David Gottshall writes...
"In 1969, after several years of experimentation in New York State and elsewhere, Roger Garrison founded a seminar which he called the "National Seminar for Great Teachers" on his home campus in Maine. I had the good fortune of being involved in that excitingly different departure from traditional teacher training (see reproduction of AAJC Journal cover, at right). I was so excited about the potential of his ideas that, with the support of my home college (College of DuPage in Illinois) and with the encouragement of Roger Garrison, I founded the Illinois Great Teachers Seminar the very next year. Roger and I became close friends and collaborators in many staff development projects, and I served annually on the staff of his National Seminar for Master Teachers until his death and many years beyond.

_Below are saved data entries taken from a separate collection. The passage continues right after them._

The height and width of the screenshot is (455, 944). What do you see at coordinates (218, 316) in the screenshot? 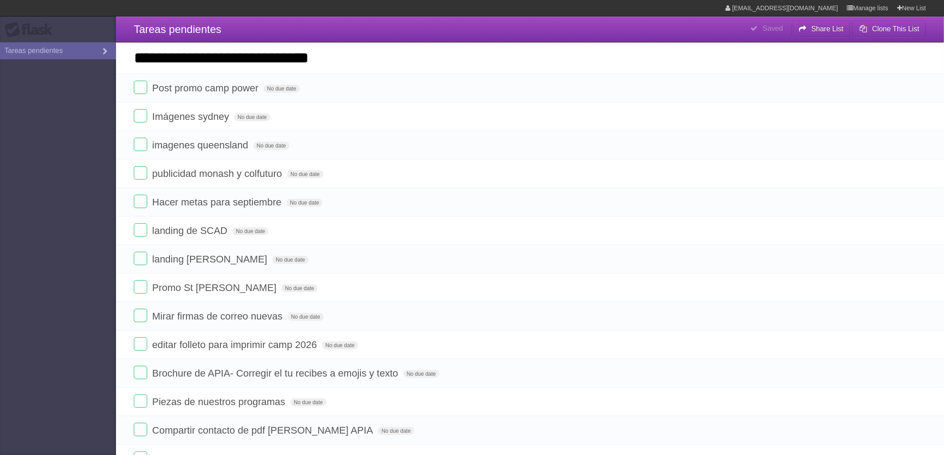
I see `span: Mirar firmas de correo nuevas` at bounding box center [218, 316].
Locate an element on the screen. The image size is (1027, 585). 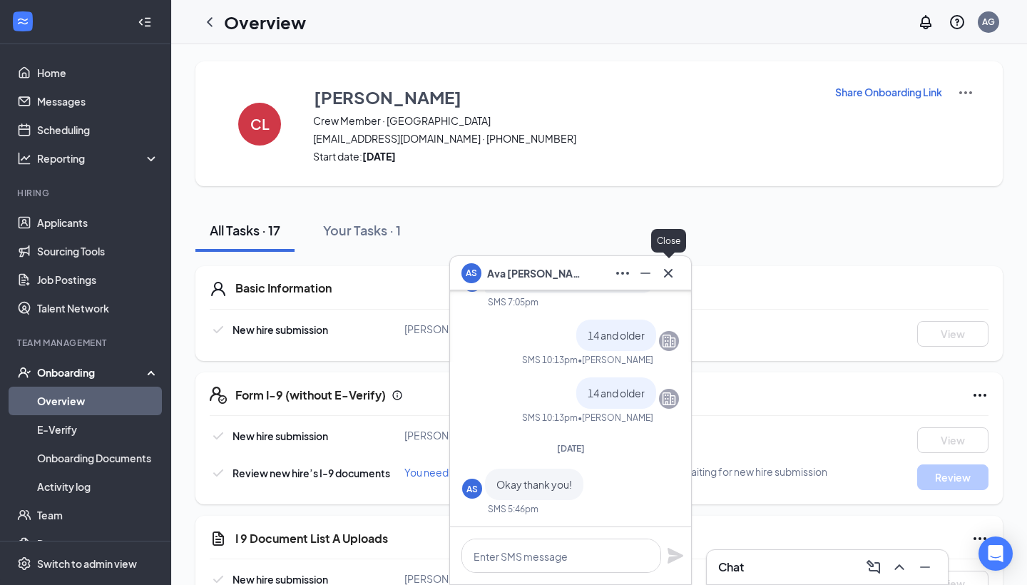
svg: UserCheck is located at coordinates (24, 372).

After Roger's first successful seminar in 1969, the American Association of Junior Colleges (later renamed "American Association of Community and Junior Colleges now the "American Association of Community Colleges") who had funded it, determined that it did not need further funding. Garrison continued to offer it on a cost-recovery basis. Although Roger never discussed his choice or 'later' rejection of the term "Great Teachers", he decided to rename his annual event the "National Seminar for Master Teachers" from the third year onward. He suggested that I keep the name "Great Teachers", since I preferred it, and because that would help to distinguish between two separate events that were somewhat alike in spirit and philosophy but which had become clearly different in style and method.

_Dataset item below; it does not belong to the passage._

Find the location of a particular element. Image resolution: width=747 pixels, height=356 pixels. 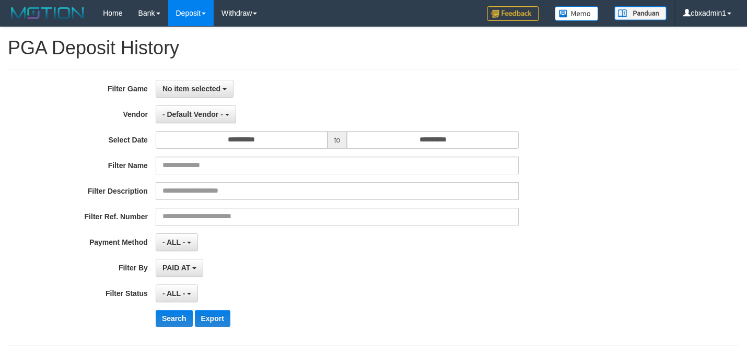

Within a few years, the Illinois Great Teachers Seminar became a national event, and I renamed it the National Great Teachers Seminar. From that point on to the present, there have been two important annual events each summer: Roger Garrison's National Seminar for Master Teachers in Portland, Maine (Greenfield, Mass. after his death) and my National Great Teachers Seminar in Lake Geneva, Wisconsin (formerly the Illinois Great Teachers Seminar), the latter being the origin of the Great Teachers Movement as we know it today. All existing Great Teachers Seminars and variations thereof developed and continue to develop directly or indirectly from that seminar in Wisconsin."